The problem is that when I run Apache and MySQL from the MSI, I can write to my local IP to access from any device on my LAN to access "localhost" (until this all ok) but when I run XAMPP on the web server I can only access to localhost from that computer (using the local IP).
Maybe it's a problem on my network?
Here is a map of the network (done in paint sorry)
You have two pcs. Both with your servers running, but you can't access one of them correct ?
The usual troubleshooting for this is :
first to check if you can ping it (to make sure it's on the network)
second to check if the ports you will use are open (tipically, 80 for
web)
finally to check if your server is set to accept incoming connection
(Apache config)
EDIT:
I've seen your picture now. If as you said, both PCs can "see" each other (as in, Toshiba can ping and access MSI, and MSI can ping toshiba but not access it) check if your commumator is the source of the problem
All solved, I installed windows 10 x64 instead of x32 and reinstalled xampp and all works
I've got two Linux servers set up at the same datacenter. They're hooked up through a private switch, and they respond to each other on local IP addresses (192.168.0.N and 192.168.0.M).

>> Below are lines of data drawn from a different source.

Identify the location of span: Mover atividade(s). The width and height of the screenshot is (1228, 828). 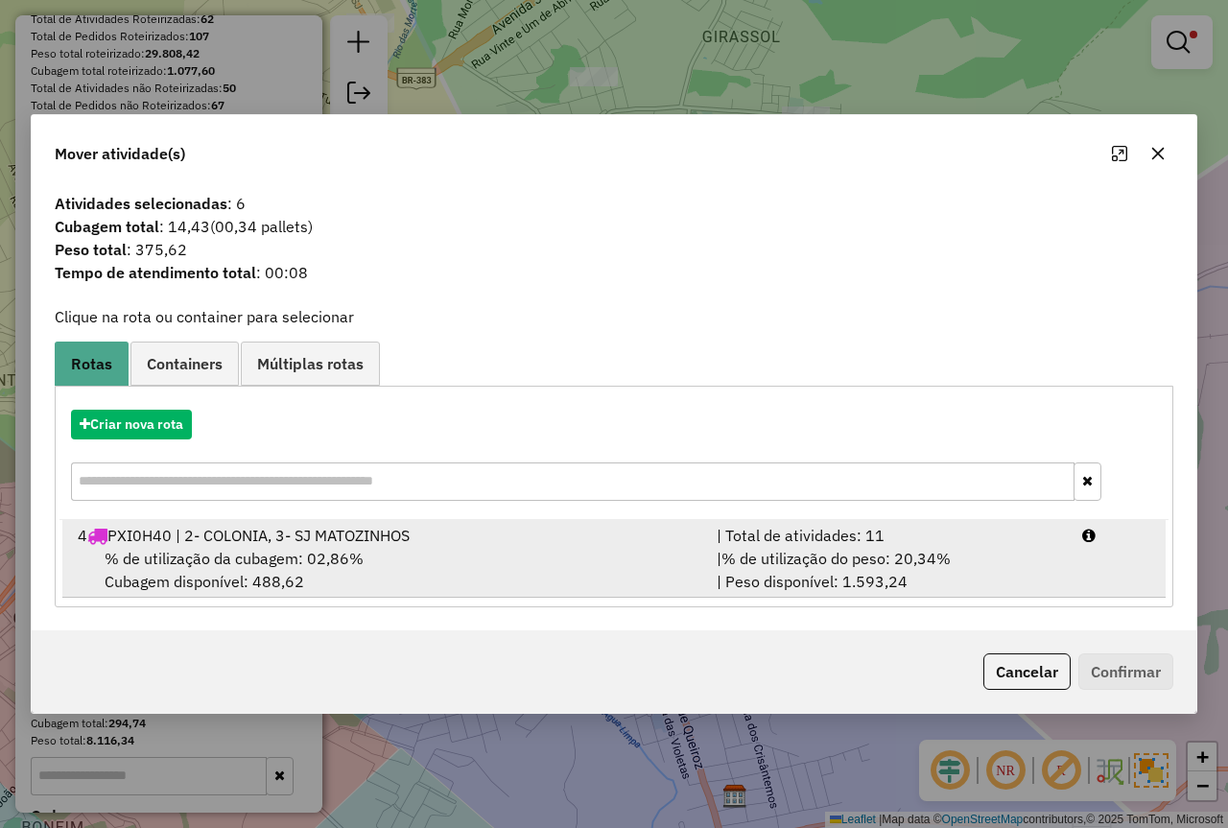
(120, 153).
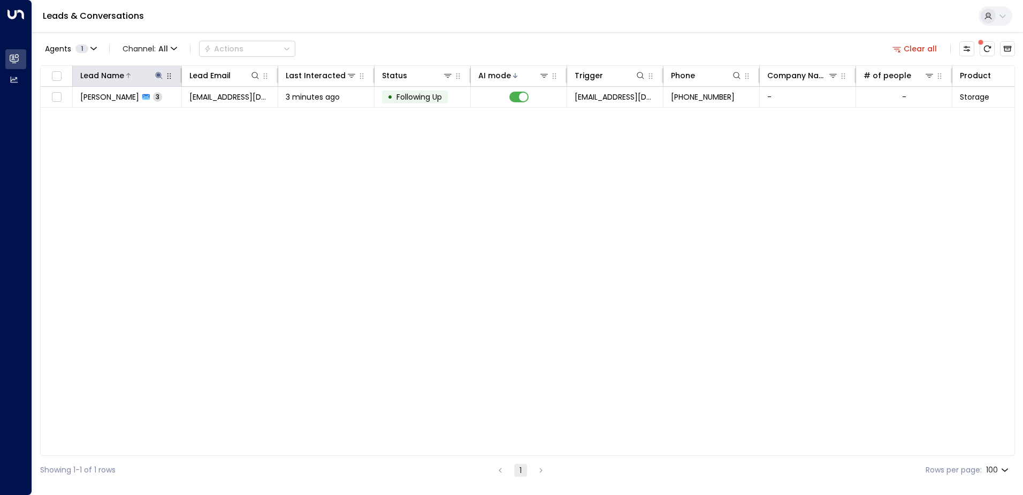 The height and width of the screenshot is (495, 1023). I want to click on button: page 1, so click(521, 470).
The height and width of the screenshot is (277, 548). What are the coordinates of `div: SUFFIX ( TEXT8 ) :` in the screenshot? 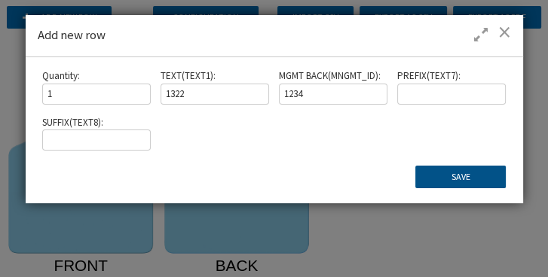 It's located at (96, 133).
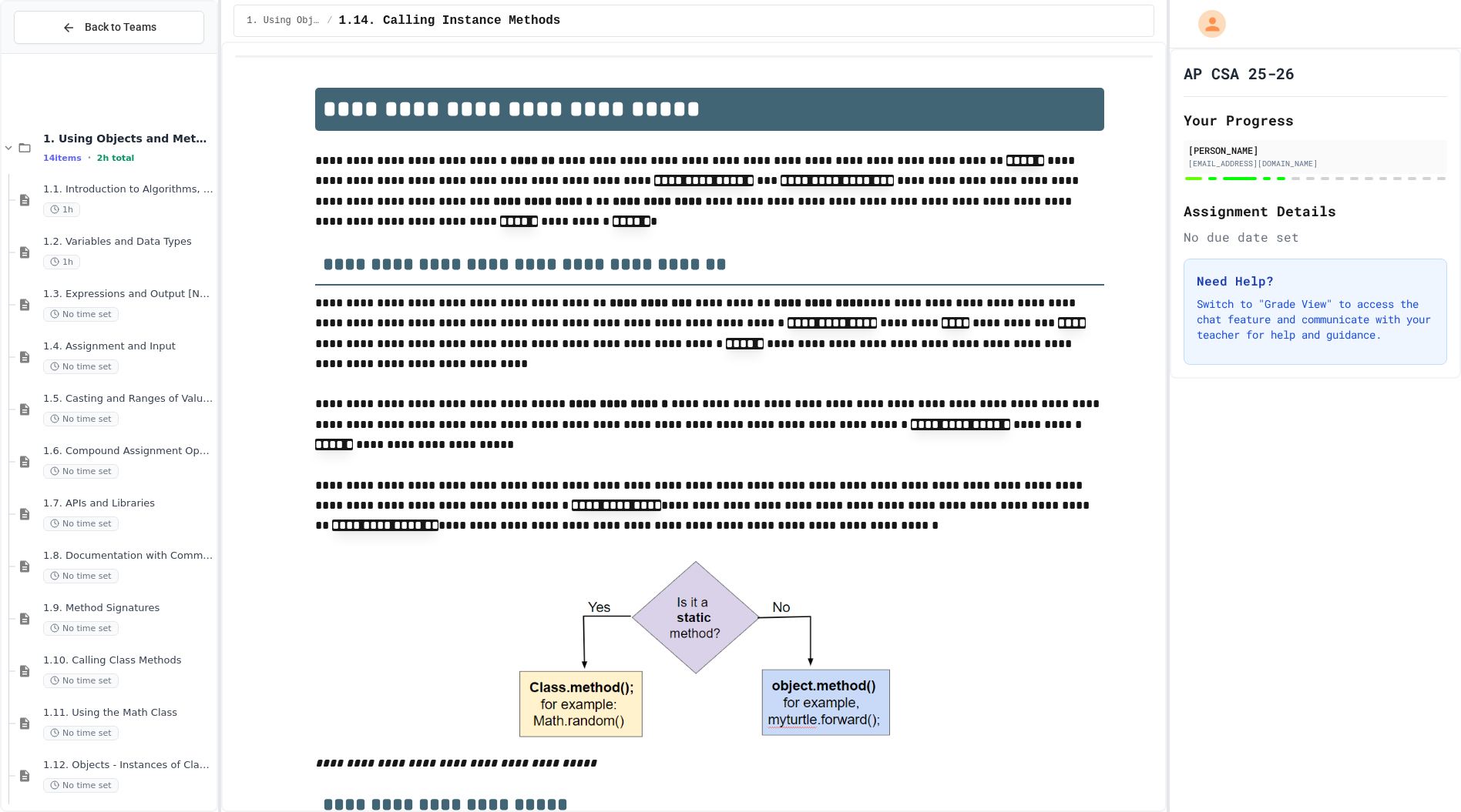  Describe the element at coordinates (1238, 73) in the screenshot. I see `h1: AP CSA 25-26` at that location.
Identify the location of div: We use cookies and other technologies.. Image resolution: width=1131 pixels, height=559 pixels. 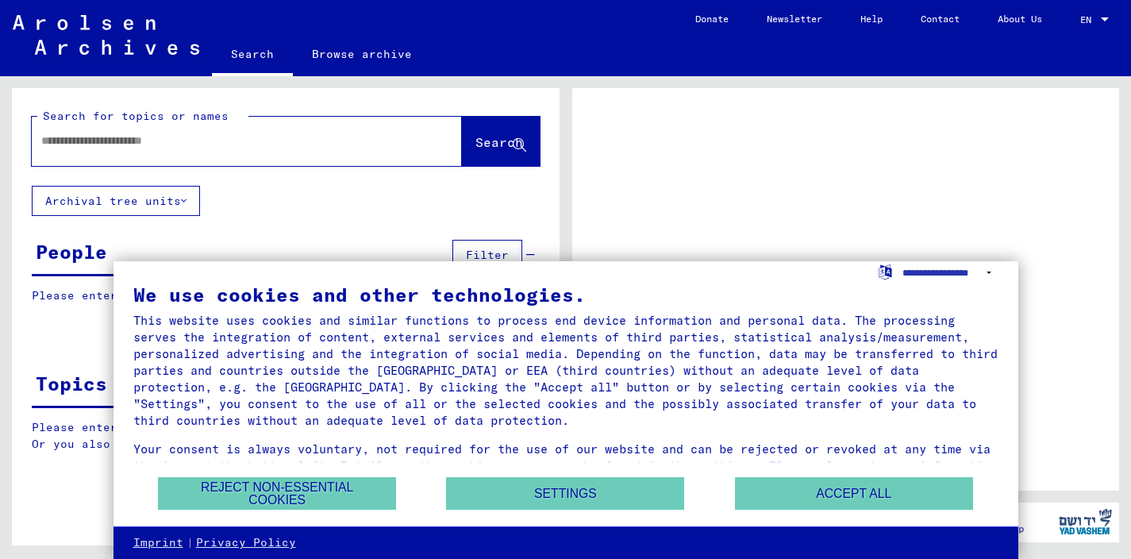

Currently, I have a PHP file on Server N calling a PHP file on Server M via (basically) file_get_contents("http://$domain/$folder/$filename.php");, and that file runs a PHP script on the destination server. The problem with this, of course, is that it goes out over the internet, chewing up bandwidth in both the send and the reply. This is why I hooked them up with the private switch.
How can I set it up so that I can call the other file by replacing the $domain with the 192.168.0.M address? What settings do I have to change on Server N (Centos 6.6, running WHM and CPanel) in order for it to recognize that 192.168.0.M will shortcut to $domain's home folder on Server M?
This is commonly handled with split horizon DNS, where internal DNS queries get answered differently than external ones.
It's best to do this via a proper internal DNS server, but if you can't, you can adjust the hosts file on your servers (in Linux, /etc/hosts) to override the IP for the domain name.
I have a problem that is stuck in my mind for almost 24 hours, and at this moment I don't know how to fix it.
Here is the thing: I want to have one 'main' socket on my server that processes all incoming data and sends it to other clients using PHP. That part goes fine, but I want to connect with that socket using multiple subdomains, e.g. ex.example.com. The thing with this is, that you cannot connect with that subdomain unless you have a socket running on it, and that just fills up your ports and that is what I'm trying to prevent.
The best solution is to make Apache process the incoming TCP request, saves the data on which domain you are connecting, and then redirects the client to the main socket, which processes the received data and immediately acts when the client is accepted.
Honestly, I have no idea how to do this. I'm searching for hours, but the only thing I've found was something on Stackoverflow that got close to it: Apache - handling TCP connections, but not HTTP requests
But with that piece of script I am not able to save data (which domain you're using) and send it to the main socket.
I don't know if this can be done by Apache or if it is possible at all, or if there are any other workarounds.
Thank you :)
You are confused about subdomains. Sockets, TCP, and IP all know absolutely nothing about names. DNS wasn't invented until that networking stack had been around for years.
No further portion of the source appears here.